What does the term domestic mean in the 1901 Manitoba census?
A girl, age 7, who had been adopted by the family at age 3 is referred to as domestic rather than daughter.
What does the term domestic mean in the 1901 Manitoba census?
A girl, age 7, who had been adopted by the family at age 3 is referred to as domestic rather than daughter.
The term domestic in a census record is very likely to refer to occupations that are associated with working in a household.
For an example, see this passage from Melanie Buddle's book The Business of Women: Marriage, Family, and Entrepreneurship in British Columbia, 1901-51, page 29:
...British Columbia had a large Asian population: at the end of the nineteenth century, up to two-thirds of domestic positions (servants, cooks, housekeepers) in the province were filled by Chinese men.
The instructions for the 1901 Census of Canada say (in section 60):
If married women, other female dependents or children carry on a gainful or wage-earning occupation n any capacity, the kind of occupation will be given, and they will be classed as employers or employees as the case may be ; but if they are only carrying on domestic affairs in a household without wages they are not to be classed as having any occupation.
The census instructions also say (section 42):
In the restricted sense of the term, a family consists of parents and sons and daughters united in a living and housekeeping community ; but in the larger sense it may include other relatives and servants. A household may include all persons in a housekeeping community, whether related by ties of blood or not, but usually with one of their number occupying the position of head.
And in section 48 the instructions say:
In column 6 the head of each family or household will be entered as such, and all others according to their relationship -- as wife, son, daughter, servant, boarder, lodger, partner, etc.

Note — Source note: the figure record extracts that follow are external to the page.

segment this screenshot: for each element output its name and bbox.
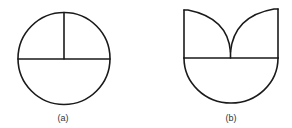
figure-b-label: (b) (226, 113, 237, 123)
diagram-canvas: (a) (b) (0, 0, 292, 128)
figure-b-left-arc (184, 10, 231, 58)
figure-b-bottom-semicircle (184, 58, 278, 103)
figure-a-label: (a) (58, 113, 69, 123)
figure-a: (a) (18, 13, 110, 124)
figure-b: (b) (184, 9, 278, 123)
figure-b-right-arc (231, 9, 279, 52)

Bear in mind that in most census years we do not know who gave the information about the household to the enumerator. (Two notable exceptions are the 1911 Census in England and Wales, where the original schedules filled out by the heads of household survive, and the 1940 US Federal Census, where the enumerator was instructed to mark the name of the person giving the information with an X.)
Without other supporting information, I would not take any single record as a sign that a child was not viewed as a daughter by other members of the family. Records can have mistakes in them, and no single record is proof of anything.